Gerald Warner in Scotland on Sunday: “No sooner has Blair sunk groggily back on the ropes after a savaging from Howard than the ghost of Christmas Past, in the shape of one of the less Follettée babes, rises to enjoy her 15 seconds of fame: ‘Will the Prime Minister join me in welcoming the opening in my constituency of a crêche for Kosovar lesbians?’ Zzzz… Of course he will – it is much more congenial than responding to questions anent the Iraq war and weapons of mass destruction”.
Alan Taylor in The Sunday Herald on the murder of Edinburgh teacher Alan Wilson who served 18 months for having sex with 16 and 17-year-old pupils after getting them drunk: “Meanwhile former pupils of Gillespie’s have been eager to tell the papers what they thought of their erstwhile teacher. Writing in the Hootsmon (The Scotsman), Angie Brown relayed the information that her fellow pupils were ‘shocked but not surprised to hear Mr Wilson had been hacked to pieces’. And they wonder why it’s so difficult to find new recruits to the teaching profession”.

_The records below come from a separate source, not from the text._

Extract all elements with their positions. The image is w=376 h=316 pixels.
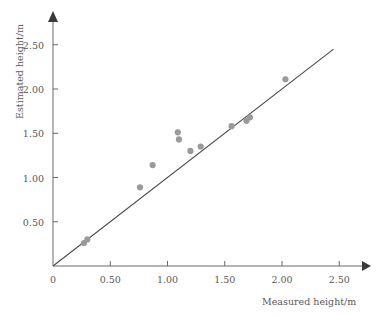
data-point — [229, 123, 235, 129]
data-point — [84, 236, 90, 242]
y-axis-arrow-icon — [48, 11, 58, 22]
plot-canvas — [0, 0, 376, 316]
x-axis-arrow-icon — [362, 261, 371, 271]
data-point — [150, 162, 156, 168]
y-axis-ticks — [53, 45, 58, 222]
y-tick-label: 1.00 — [0, 172, 44, 183]
data-point — [187, 148, 193, 154]
data-point — [247, 114, 253, 120]
reference-line — [53, 49, 334, 266]
data-point — [198, 143, 204, 149]
y-tick-label: 0.50 — [0, 216, 44, 227]
x-tick-label: 1.00 — [157, 274, 178, 285]
x-tick-label: 2.50 — [329, 274, 350, 285]
x-tick-label: 0.50 — [100, 274, 121, 285]
x-axis-ticks — [110, 261, 339, 266]
data-point — [175, 129, 181, 135]
x-tick-label: 0 — [50, 274, 56, 285]
identity-line — [53, 49, 334, 266]
y-axis-title: Estimated height/m — [14, 12, 25, 132]
scatter-plot: 00.501.001.502.002.50 0.501.001.502.002.… — [0, 0, 376, 316]
x-tick-label: 2.00 — [271, 274, 292, 285]
data-point — [282, 76, 288, 82]
x-tick-label: 1.50 — [214, 274, 235, 285]
x-axis-title: Measured height/m — [262, 296, 356, 307]
data-point — [176, 136, 182, 142]
data-point — [137, 184, 143, 190]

Former Herald editor Harry Reid in The Scottish Review: “Two senior but very different politicians, Lord Hurd and Robin Cook, drew loud and sustained applause at a recent conference in Cheltenham when they attacked contemporary standards in the British press. It is possible that the unthinkable has happened; journalists are even less popular then politicians”.